Our own automated outbound numbers: 6.5 percent email reply rate, 5.1 percent LinkedIn reply rate, 19.4 percent reply rate on LinkedIn messages sent, 28.0 percent LinkedIn connect acceptance.

For context, Instantly's 2026 benchmark report, drawn from billions of cold email interactions across their platform, puts the average cold email reply rate at 3.43 percent. Our 6.5 percent is roughly twice that. Across LinkedIn and email combined, our reply rates land in line with what a good BDR puts up by hand, which is the bar that matters when the alternative is paying someone to do this work full-time. What the stack actually buys, beyond the headline number, is the ability to attribute the lift to specific senders, message indices, and segments instead of guessing.

What instrumentation actually buys

The real payoff shows up after about twelve months of clean ground truth.

I learned this at Assurance. We ran live dashboards across every variable that touched the outbound and inbound funnel: marketing mix, dial counts, connect rates, call outcomes, policies sold, line by line, updating in real time. Visibility was a first-class requirement. We ran experiment after experiment until we found recipes that consistently worked. Then we handed the clean data to Data Science and they built predictive models on top of it. Watching that compound, from intuition to disciplined experimentation to ML-driven optimization, is where I learned to take this seriously.

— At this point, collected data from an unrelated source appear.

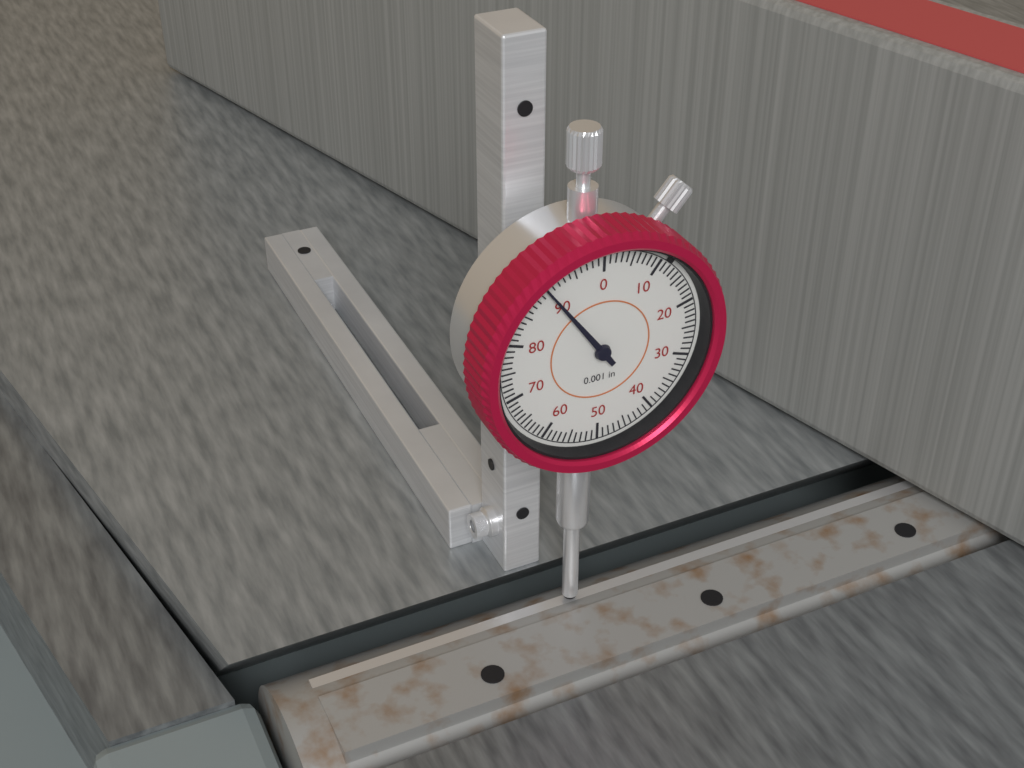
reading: 0.090 in
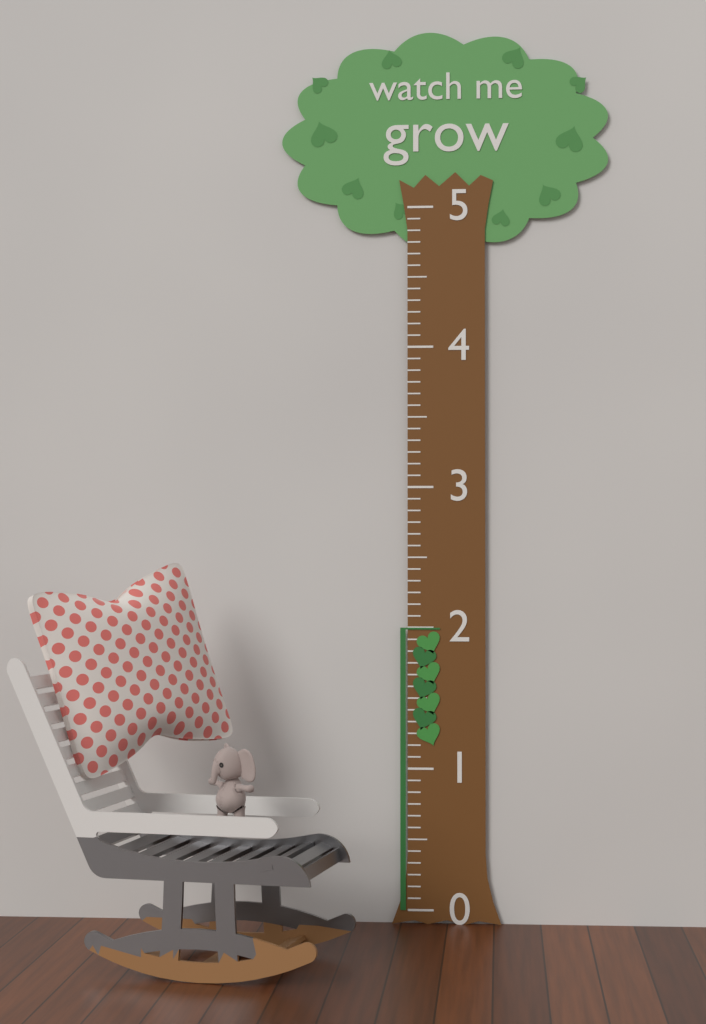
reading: 2.000000 (no unit)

That progression doesn't work in reverse. You can't bolt predictive scoring on top of a system that doesn't measure cleanly. The data quality determines the ceiling on everything that gets built later.

B2B outbound hasn't been instrumented the way the rest of the funnel has. Teams that close that gap will look, twelve months out, like the customer-analytics leaders in McKinsey's 2014 survey: several multiples better at acquisition. The compounding effect has been documented for a decade.

Sources

  1. Brynjolfsson, Hitt & Kim — Strength in Numbers: How Does Data-Driven Decisionmaking Affect Firm Performance? (SSRN, 2011): peer-reviewed evidence that DDD lifts productivity 5 to 6 percent, n=179.
  2. McAfee & Brynjolfsson — Big Data: The Management Revolution (HBR, 2012): top-tercile data-driven companies are 5 percent more productive, 6 percent more profitable, n=330.
  3. McKinsey — Five facts: How customer analytics boosts corporate performance (2014): 23x acquisition, 6x retention, 19x profitability multiples for analytics-intensive users.
  4. Germann, Lilien & Rangaswamy — Performance implications of deploying marketing analytics (IJRM, 2013): 8 percent ROA lift, 21 percent in fast-changing markets, n=212 Fortune 1000 firms.
  5. Kohavi, Tang & Xu — Trustworthy Online Controlled Experiments (Cambridge, 2020): only 1 in 3 ideas at Microsoft, 1 in 10 at Bing/Google, improve the target metric.
  6. Thomke — Building a Culture of Experimentation (HBR, 2020): Booking.com runs ~25,000 tests/year; ~9 of 10 fail.
  7. Kohavi & Thomke — The Surprising Power of Online Experiments (HBR, 2017): Bing headline test sat in backlog for 6+ months, generated ~$100M when finally tested.
  8. Larsen et al. — Statistical Challenges in Online Controlled Experiments (American Statistician, 2023): review of why marketing A/B tests are chronically underpowered.
  9. Bain — The Value of Big Data (How Analytics Differentiates Winners): 2x top-quartile financial performance, 5x faster decisions, n>400.
  10. Belkins — Cold Email Response Rates 2025 Study (16.5M cold emails): follow-up drop-off curves, complaint and unsubscribe escalation past touch #3.
  11. Instantly — Cold Email Benchmark Report 2026: platform-wide average cold email reply rate of 3.43 percent across billions of interactions.
  12. Google — Email Sender Guidelines (bulk sender requirements, Feb 2024): SPF/DKIM/DMARC requirements, 0.30 percent complaint rate ceiling, 0.10 percent target.
  13. Validity — Sender Score: a credit score for IP address reputation: sub-91 sender scores see 20 percent+ inbox placement loss.
  14. Gartner — Future of Sales 2025 (press release, Oct 2020): 60 percent of B2B sales orgs to be data-driven by 2025.